Suboptimal Performance

Cycles degrade performance of BP… How to compensate for cycles?

slide-18
SLIDE 18

Suboptimal Performance

Cycles degrade performance of BP… How to compensate for cycles? Deep learning!

slide-19
SLIDE 19

Deep learning

  • Assign weights over the edges
  • Choose appropriate loss
  • Apply SGD

Intuition Adjusting the weights compensates for small cycles

Weighted Belief Propagation

[3] Nachmani et al. , “Learning to Decode Linear Codes Using Deep Learning”, Sep 16

slide-20
SLIDE 20

WBP

[3] Nachmani et al. , “Learning to Decode Linear Codes Using Deep Learning”, Sep 16

slide-21
SLIDE 21

[3] Nachmani et al. , “Learning to Decode Linear Codes Using Deep Learning”, Sep 16

WBP

Binary cross entropy multiloss: The BP and channel exhibit symmetry Training is done with zero codeword

slide-22
SLIDE 22

I. Background II. On the Importance of Data

  • III. Data-Driven Ensembles
  • IV. Summary

Outline

slide-23
SLIDE 23
  • Incorporating domain knowledge into model
  • Constraints-free model

ML Model Selection in Decoding

slide-24
SLIDE 24
  • Incorporating domain knowledge into model

Choice of hypothesis class Learnable parameters assignment

ML Model Selection in Decoding

slide-25
SLIDE 25
  • Constraints-free model

Choice of any state-of-the-art architecture Less limitations on solution space

ML Model Selection in Decoding

[4] Tobias Gruber et al. “On deep learning-based channel decoding”. In: 51st Annual Conference on Information Sciences and Systems (CISS). 2017.

slide-26
SLIDE 26

Currently, the model based approach dominates Curse of dimensionality Yet, the model isn’t all…

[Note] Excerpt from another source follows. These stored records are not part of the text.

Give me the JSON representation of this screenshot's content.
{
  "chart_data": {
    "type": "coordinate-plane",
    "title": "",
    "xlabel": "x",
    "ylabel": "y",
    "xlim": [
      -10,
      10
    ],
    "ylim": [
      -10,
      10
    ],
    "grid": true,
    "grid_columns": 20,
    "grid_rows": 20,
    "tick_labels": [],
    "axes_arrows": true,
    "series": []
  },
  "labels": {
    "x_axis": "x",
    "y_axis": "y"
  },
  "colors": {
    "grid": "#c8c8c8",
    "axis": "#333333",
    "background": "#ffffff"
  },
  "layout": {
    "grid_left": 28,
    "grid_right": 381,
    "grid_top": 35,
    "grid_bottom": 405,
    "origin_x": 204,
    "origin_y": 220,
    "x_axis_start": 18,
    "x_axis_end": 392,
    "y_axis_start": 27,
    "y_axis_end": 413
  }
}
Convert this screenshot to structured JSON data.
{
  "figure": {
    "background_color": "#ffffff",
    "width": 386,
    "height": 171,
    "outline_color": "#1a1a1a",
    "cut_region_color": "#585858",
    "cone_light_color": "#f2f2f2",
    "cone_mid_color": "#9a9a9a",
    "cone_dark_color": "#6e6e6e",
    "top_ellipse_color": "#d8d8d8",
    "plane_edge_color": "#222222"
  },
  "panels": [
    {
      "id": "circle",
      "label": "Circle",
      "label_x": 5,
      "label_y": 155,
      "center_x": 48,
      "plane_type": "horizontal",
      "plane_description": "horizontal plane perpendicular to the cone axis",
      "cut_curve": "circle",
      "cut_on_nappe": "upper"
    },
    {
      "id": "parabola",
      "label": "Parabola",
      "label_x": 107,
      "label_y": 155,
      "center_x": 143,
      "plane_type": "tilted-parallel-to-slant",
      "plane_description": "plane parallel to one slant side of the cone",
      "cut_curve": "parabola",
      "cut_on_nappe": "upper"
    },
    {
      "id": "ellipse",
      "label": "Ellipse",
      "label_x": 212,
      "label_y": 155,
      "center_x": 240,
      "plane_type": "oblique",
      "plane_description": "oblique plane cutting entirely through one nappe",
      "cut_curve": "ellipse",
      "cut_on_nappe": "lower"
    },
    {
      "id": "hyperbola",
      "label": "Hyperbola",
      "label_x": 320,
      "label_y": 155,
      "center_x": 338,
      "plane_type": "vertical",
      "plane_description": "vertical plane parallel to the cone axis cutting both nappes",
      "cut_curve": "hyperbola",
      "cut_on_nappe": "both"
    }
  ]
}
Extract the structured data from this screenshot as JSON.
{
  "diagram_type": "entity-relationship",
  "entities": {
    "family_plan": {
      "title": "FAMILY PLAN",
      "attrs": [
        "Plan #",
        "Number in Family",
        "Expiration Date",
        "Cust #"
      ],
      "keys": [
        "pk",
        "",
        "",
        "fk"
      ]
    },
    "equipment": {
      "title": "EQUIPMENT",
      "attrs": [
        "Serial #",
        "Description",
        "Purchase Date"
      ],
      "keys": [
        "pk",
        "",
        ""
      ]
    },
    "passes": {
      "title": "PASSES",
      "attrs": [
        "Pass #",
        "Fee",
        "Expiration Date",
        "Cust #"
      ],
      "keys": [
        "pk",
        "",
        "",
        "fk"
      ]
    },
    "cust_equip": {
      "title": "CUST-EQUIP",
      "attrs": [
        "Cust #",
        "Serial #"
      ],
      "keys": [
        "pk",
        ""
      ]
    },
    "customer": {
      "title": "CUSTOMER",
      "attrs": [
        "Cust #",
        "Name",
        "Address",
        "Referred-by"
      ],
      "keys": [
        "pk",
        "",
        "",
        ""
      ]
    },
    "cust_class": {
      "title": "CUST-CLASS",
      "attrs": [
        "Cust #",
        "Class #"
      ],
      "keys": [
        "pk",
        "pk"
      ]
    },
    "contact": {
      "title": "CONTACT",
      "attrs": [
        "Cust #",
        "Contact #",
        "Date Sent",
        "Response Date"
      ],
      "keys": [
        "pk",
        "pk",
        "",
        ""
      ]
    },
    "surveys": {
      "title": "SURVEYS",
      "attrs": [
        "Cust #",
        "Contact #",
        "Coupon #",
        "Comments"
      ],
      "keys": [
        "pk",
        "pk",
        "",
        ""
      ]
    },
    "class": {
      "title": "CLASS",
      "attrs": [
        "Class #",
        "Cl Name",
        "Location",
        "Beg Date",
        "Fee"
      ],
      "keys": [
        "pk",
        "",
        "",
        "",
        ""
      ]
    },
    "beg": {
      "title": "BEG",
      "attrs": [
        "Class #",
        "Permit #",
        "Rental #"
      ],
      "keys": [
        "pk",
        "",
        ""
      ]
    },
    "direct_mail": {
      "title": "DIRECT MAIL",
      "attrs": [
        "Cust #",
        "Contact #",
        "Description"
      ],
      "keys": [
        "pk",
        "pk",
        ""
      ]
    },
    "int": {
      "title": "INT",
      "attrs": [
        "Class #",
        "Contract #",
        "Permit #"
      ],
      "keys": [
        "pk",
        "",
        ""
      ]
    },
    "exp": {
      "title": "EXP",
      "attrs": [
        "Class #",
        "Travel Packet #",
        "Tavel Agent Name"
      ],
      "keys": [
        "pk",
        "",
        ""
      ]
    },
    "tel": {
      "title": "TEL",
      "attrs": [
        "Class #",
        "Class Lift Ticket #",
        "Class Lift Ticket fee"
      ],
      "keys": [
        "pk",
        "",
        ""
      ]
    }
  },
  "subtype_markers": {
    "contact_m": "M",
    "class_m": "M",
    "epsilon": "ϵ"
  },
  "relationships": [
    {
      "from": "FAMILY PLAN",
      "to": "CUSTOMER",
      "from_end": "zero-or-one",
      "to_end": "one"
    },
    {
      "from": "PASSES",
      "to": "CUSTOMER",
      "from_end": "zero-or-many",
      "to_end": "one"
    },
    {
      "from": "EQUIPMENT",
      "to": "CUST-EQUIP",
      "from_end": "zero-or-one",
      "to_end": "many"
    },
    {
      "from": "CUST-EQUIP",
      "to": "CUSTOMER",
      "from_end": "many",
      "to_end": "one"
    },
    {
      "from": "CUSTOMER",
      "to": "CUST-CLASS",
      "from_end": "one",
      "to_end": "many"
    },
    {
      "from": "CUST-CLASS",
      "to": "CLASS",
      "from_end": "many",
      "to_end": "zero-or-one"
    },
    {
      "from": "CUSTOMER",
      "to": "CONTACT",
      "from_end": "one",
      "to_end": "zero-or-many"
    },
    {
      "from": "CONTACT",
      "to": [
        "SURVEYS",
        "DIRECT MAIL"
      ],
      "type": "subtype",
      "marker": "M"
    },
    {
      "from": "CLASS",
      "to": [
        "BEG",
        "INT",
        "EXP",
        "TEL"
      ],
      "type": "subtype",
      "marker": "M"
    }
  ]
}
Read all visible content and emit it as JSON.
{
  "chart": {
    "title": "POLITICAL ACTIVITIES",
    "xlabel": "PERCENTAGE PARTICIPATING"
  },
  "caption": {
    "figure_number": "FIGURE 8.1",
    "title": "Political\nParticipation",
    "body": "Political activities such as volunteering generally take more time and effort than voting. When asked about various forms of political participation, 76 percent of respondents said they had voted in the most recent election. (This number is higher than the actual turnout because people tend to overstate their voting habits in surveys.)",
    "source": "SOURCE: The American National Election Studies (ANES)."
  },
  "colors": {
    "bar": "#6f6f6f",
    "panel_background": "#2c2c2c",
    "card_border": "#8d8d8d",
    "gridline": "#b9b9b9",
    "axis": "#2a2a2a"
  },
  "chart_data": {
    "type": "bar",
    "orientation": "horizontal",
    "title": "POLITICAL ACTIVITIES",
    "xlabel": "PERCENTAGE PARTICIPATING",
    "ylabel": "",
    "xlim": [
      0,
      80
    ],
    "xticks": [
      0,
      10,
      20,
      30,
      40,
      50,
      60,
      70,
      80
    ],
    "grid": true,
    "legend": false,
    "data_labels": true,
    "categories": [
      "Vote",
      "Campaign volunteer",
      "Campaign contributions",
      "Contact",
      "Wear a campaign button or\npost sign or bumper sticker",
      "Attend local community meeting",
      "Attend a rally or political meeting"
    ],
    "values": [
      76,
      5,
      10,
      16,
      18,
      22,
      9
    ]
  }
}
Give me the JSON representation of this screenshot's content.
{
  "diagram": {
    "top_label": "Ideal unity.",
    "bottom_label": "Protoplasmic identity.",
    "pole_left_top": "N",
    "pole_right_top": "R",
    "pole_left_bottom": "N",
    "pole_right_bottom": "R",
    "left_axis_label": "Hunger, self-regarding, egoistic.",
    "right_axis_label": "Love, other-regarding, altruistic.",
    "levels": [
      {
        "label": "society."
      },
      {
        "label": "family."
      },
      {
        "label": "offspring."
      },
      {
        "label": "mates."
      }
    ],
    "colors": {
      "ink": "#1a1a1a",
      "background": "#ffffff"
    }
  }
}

ML Model Selection in Decoding

slide-27
SLIDE 27

Data Importance in Deep Learning

Training data is core in DL Not fully understood

slide-28
SLIDE 28

Classical ML

  • Limited amount
  • Distribution is unknown

Decoding ML

  • Unlimited amount
  • Distribution is specified by channel

Data Distinction

slide-29
SLIDE 29

I. Background II. On the Importance of Data

  • III. Data-Driven Ensembles
  • IV. Summary

Outline

slide-30
SLIDE 30

Ensembles

A single decoder is limited.. Combination of decoders is superior Divide and conquer principle

[5] Lior Rokach, “Pattern Classification using Ensemble Methods”, 2010

slide-31
SLIDE 31

Ensembles for Decoding

List-decoding is suboptimal ”there exists no clear evidence on which graph permutation performs best for a given input”

[6] Elkelesh et al., “Belief Propagation List Decoding of Polar Codes”, 2018

slide-32
SLIDE 32

Ensembles for Decoding

Key points decoding performance complexity

[6] Elkelesh et al., “Belief Propagation List Decoding of Polar Codes”, 2018

slide-33
SLIDE 33

Data-Driven Ensemble

slide-34
SLIDE 34

Data Specialized Decoders

Based on Hamming distance Error pattern computation Region assignment Match to dataset Train on Based on syndrome (won’t have time to cover)…

slide-35
SLIDE 35

Gating Function

Classical hard decision decoder (HDD) Outputs , calculate Gating types single-choice gating - for realizing all decoders gating - random-choice gating - randomly

slide-36
SLIDE 36

Combiner

Likelihood-maximizing function [7]:

[7] Ralf Koetter et al., “Characterizations of pseudo-codewords of (low-density) parity check codes”, 2007

slide-37
SLIDE 37

Results for BCH(63,45):

Experimental Results

CR-BCH(63,36) Code Waterfall - 0.3dB FER gain Error-floor – 1.25dB FER gain Compared to best previous results [8] 3-decoders

[8] Ishay Be’ery et al., "Active Deep Decoding of Linear Codes," in IEEE Transactions on Communications, Feb. 2020.

slide-38
SLIDE 38

Results for BCH(63,45):

Experimental Results

CR-BCH(63,45) Code Waterfall - 0.3dB FER gain Error-floor – 1dB FER gain Compared to best previous results [8] 3-decoders

[8] Ishay Be’ery et al., "Active Deep Decoding of Linear Codes," in IEEE Transactions on Communications, Feb. 2020.

slide-39
SLIDE 39

I. Background II. On the Importance of Data

  • III. Data-Driven Ensembles
  • IV. Summary

Outline

slide-40
SLIDE 40

Domain knowledge is vital for ML in communication Data is important as the algorithm (!) How to effectively and efficiently utilize data is still insufficiently researched

Summary

slide-41
SLIDE 41

[1] Urbanke and Richardson ,“Modern Coding Theory” , 2008 [2] Judea Pearl, “Probabilistic reasoning in intelligent systems: networks of plausible inference” , 1988 [3] Nachmani et al. , “Learning to Decode Linear Codes Using Deep Learning”, Sep 16 [4] Tobias Gruber et al. “On deep learning-based channel decoding”. In: 51st Annual Conference on Information Sciences and Systems (CISS). 2017. [5] Lior Rokach, “Pattern Classification using Ensemble Methods”, 2010 [6] Elkelesh et al., “Belief Propagation List Decoding of Polar Codes”, 2018 [7] Ralf Koetter et al., “Characterizations of pseudo-codewords of (low-density) parity check codes”, 2007 [8] Ishay Be’ery et al., "Active Deep Decoding of Linear Codes," in IEEE Transactions on Communications, Feb. 2020.